East Palestine Residents React To Biden’s Refusal To Visit
While anti-Israel leftists are demanding that President Joe Biden prioritize aid to Palestine, residents in East Palestine — the small Ohio town devastated by a train derailment earlier this year — are still waiting for a visit from the commander in chief.
Nearly 11 months after a Norfolk Southern train ran off its track and dumped about 1.6 million pounds of toxic waste on the ground, many locals are still dealing with the physical, mental and economic toll.
Dr. Rick Tsai has spent the months since the derailment chronicling its impact and is now mounting a congressional campaign in response to what he insists has been a dereliction of duty, particularly at the federal level.
Despite assurances that the chemicals would be removed from the ground and water, Tsai said that his own testing revealed nearly twice as much benzene and almost five times more methylcyclohexane than the limit.
“If I can send a 7-year-old into that creek with a stick and he can find that, how can the [Environmental Protection Agency], with their millions of dollars, not poke around and find chemicals in Leslie Run?” Tsai asked. “It astounds me and it angers me that we’re being lied to, and I don’t know why.”
He echoed the complaints of many others in the community, concluding: “We’ve been forgotten. We’ve been abandoned. President Biden hasn’t even supplied one bottle of water. My wife and I supplied thousands, tens of thousands of dollars, straight to the residents for water and relief.”
Meanwhile, Biden is spending the final week of the year on yet another vacation, this time visiting the U.S. Virgin Islands.
His behavior is seen as an insult to East Palestine residents like Jessica Conard, who told The New York Times earlier this year that she feels as if the concerns of her family and her neighbors are insignificant to the Biden administration.
Krissy Ferguson took that sentiment to the next level, suggesting that the area’s GOP-leaning politics could be the reason the White House has essentially ignored the disaster.
“I believe that it is political for him,” she said. “I believe that if we were in a blue area, he would have come — and that hurts.”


§ What the task requires:
Look below for lines that hold the string "annotation" and copy each one.

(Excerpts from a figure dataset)
++++++++++

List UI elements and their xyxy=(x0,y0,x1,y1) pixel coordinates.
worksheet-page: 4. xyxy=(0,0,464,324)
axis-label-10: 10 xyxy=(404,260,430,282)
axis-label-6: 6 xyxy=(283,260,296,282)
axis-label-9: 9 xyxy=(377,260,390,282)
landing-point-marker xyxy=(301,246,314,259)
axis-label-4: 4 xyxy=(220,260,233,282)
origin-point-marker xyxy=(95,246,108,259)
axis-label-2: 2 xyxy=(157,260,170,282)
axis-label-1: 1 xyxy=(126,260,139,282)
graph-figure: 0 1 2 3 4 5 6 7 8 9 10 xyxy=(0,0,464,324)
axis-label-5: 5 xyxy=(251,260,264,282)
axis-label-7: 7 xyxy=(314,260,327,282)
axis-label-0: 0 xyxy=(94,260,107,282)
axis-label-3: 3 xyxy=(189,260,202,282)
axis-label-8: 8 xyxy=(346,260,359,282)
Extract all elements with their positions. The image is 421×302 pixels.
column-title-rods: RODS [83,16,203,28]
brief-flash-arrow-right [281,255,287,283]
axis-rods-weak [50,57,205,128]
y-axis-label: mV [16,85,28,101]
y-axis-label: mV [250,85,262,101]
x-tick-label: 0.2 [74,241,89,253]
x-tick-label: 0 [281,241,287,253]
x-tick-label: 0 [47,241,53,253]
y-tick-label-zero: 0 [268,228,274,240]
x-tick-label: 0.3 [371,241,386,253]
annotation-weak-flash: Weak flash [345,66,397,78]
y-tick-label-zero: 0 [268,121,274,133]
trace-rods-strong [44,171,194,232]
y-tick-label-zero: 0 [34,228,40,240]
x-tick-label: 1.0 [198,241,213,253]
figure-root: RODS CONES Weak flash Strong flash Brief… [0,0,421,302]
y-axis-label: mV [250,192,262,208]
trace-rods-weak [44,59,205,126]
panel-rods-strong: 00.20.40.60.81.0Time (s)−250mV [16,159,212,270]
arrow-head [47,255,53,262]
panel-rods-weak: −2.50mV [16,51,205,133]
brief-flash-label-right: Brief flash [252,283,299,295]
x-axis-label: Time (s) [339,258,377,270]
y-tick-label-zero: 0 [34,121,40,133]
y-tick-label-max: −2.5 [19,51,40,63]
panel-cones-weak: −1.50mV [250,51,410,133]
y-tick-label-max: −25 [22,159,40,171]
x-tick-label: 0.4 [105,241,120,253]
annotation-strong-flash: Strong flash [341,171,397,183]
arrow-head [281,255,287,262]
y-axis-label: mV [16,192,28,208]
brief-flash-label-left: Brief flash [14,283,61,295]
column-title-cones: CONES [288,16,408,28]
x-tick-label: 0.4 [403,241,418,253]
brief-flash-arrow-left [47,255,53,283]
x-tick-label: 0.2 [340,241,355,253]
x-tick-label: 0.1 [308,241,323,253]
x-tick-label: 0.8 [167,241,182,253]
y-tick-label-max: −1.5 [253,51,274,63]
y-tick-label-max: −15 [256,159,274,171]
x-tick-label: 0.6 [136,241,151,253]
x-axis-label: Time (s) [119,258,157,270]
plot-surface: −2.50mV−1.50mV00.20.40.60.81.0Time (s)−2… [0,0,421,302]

++++++++++

§ Answer below:
annotation-weak-flash: Weak flash [345,66,397,78]
annotation-strong-flash: Strong flash [341,171,397,183]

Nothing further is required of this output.